As scary as using the military in a civilian capacity may seem it is not nearly as scary as the spectre of another global flu pandemic like the one that killed over 20,000,000 people worldwide in 1918.
The US military is the only organization on earth to respond to a situation of this magnitude if it occurs (which I sincerely hope it does not).
If you want to read what I am talking about, Google "1918 influenza". This was the greatest human disaster of the past 100 years and it has been mostly forgotten.
Carolyn
Exactly!
But even if it meant the loss of my own family currently, at no point would I advocate the use of the military for 'humanitarian' purposes on US soil. But of course Republicans have advocated that in one form or another since the beginning of the party haven't they? Good to see Bush is returning back to even more Republican roots
It disturbs me that so many that consider themselves conservative would be willing to hand any portion of control to the military on our home soil
Look at the job the local officials did concerning Katrina. They were more dangerous than the hurricane.
The military already has the organizational skills to spread out and help if it comes to pass.
My husband has been doing a lot of research on this. He has found out that there was a strain of flu that then mutated into the deadly strain. It is believed (found?) that the people who got the original flu did not die from the mutated flu strain. They also still can not figure out why the age group that died the most was 18-45.
My question is if they consider it dangerous enough for that then why arent they doing something about the appalling lack of antivirals and flu vaccines available.
My grandfather talked about it from time to time many years ago.
They lived on a little spread on the Missouri/Iowa border and he claimed that out of the 23 or so people on their little place only seven or eight lived.
Mom died, sister died, brother died, aunts and uncles and other relatives too. He claimed that at one point the ground was frozen hard enough that they had to stack the bodies in the barn until it thawed out enough to dig graves.
He said it was pretty weird towards the end because theyd all be hanging out in the kitchen drinking coffee or whatever in silence and theyd all be taking glances at each other wondering who would be the next to keel over and wondering whether theyd ALL eventually fall out.
Whatever. They were cut from considerably sturdier stock in those days and werent running around begging someone to help them.
Anyway, have we decided whether or not were worried about overpopulation or not? Occasionally the subject pops up and everybody gets all excited, but when the big outbreak thatd solve the overpopulation problem comes up everyone somehow turns their attention to fighting it.
Sorta a "big problem" (according to some) that we spend lots of money trying to maintain.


**Instructions for the task:**
Lines in the listing below that contain the string "Preference" are to be found and copied.
#####
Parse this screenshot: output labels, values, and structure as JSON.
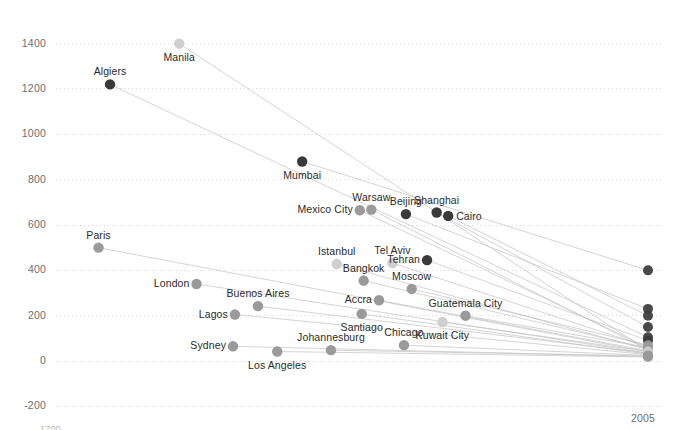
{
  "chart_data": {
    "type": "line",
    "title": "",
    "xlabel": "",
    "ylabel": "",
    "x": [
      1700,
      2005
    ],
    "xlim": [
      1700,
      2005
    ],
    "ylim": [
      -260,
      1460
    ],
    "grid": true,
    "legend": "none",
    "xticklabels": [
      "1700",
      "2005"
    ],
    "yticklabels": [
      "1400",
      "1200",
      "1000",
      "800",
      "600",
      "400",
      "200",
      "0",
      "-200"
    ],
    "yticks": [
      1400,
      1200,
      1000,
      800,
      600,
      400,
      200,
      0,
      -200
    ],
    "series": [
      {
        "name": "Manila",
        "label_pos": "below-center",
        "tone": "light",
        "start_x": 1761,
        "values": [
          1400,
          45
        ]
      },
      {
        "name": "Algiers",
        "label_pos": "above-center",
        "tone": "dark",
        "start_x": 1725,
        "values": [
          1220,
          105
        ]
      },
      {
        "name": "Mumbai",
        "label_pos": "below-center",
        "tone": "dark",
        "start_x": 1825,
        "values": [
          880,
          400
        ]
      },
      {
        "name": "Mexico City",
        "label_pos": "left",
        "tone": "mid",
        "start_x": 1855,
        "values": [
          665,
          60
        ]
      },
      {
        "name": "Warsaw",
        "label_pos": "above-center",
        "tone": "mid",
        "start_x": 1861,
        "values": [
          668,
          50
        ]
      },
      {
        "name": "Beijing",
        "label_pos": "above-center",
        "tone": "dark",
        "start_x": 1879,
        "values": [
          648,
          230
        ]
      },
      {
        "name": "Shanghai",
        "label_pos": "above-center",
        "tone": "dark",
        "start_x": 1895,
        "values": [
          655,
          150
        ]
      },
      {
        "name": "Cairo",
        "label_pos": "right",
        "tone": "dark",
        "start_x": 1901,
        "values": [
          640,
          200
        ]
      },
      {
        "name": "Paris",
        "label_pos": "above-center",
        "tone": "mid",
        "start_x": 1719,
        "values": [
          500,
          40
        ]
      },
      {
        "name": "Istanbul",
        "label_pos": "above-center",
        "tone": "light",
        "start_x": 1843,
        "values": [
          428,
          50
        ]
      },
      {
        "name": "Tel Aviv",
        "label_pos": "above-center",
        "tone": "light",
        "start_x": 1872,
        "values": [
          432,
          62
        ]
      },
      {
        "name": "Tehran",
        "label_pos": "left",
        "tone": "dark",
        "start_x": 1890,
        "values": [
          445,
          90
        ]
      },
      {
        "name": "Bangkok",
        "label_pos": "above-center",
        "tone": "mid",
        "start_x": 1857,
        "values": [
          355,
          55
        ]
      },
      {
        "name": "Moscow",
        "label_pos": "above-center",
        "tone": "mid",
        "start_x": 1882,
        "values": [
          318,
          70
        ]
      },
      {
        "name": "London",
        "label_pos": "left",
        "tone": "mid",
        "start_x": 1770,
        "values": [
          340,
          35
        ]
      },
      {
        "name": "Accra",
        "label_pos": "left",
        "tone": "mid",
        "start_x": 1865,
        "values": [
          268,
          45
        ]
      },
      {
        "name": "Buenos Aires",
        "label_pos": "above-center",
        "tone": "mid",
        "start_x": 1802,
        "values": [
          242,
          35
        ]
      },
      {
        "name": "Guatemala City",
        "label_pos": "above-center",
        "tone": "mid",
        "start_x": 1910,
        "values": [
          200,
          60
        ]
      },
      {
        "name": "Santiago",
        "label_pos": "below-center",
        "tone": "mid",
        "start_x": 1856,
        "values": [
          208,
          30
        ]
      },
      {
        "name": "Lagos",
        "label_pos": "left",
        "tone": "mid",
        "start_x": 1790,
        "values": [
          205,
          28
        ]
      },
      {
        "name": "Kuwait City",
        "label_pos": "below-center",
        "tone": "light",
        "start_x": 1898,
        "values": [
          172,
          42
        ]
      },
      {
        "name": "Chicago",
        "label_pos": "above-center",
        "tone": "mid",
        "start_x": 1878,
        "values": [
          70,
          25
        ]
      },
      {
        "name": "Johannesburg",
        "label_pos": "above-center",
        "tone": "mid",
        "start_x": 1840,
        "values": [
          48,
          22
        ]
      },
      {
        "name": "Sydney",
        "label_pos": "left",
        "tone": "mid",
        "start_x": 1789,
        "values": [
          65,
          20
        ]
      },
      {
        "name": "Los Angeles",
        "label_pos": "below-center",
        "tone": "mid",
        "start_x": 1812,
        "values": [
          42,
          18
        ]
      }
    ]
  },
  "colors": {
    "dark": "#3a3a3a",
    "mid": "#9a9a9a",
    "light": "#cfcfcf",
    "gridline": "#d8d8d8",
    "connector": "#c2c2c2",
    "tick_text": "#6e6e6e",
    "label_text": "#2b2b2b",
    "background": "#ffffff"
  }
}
#####
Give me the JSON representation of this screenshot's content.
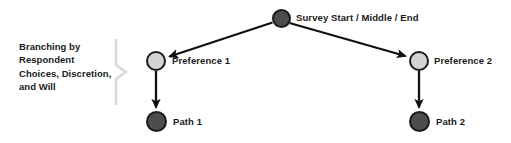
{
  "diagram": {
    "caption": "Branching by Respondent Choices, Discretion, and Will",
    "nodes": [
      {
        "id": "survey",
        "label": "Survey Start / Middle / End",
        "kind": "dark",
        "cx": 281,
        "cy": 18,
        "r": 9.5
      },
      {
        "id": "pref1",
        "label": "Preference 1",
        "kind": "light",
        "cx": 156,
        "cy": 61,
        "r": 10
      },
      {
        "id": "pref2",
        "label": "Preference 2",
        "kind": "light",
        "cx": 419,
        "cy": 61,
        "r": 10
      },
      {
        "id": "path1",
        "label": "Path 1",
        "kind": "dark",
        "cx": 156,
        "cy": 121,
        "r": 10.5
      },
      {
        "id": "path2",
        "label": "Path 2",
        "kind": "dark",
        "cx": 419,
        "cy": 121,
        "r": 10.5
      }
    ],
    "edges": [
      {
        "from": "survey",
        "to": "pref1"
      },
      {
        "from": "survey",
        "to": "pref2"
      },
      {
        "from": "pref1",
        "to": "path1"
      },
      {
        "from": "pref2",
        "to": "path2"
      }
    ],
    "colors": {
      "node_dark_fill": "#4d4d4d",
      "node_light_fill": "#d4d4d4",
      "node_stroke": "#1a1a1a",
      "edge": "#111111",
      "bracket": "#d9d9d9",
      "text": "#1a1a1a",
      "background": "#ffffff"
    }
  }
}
#####
**Response:**
        "label": "Preference 1",
        "label": "Preference 2",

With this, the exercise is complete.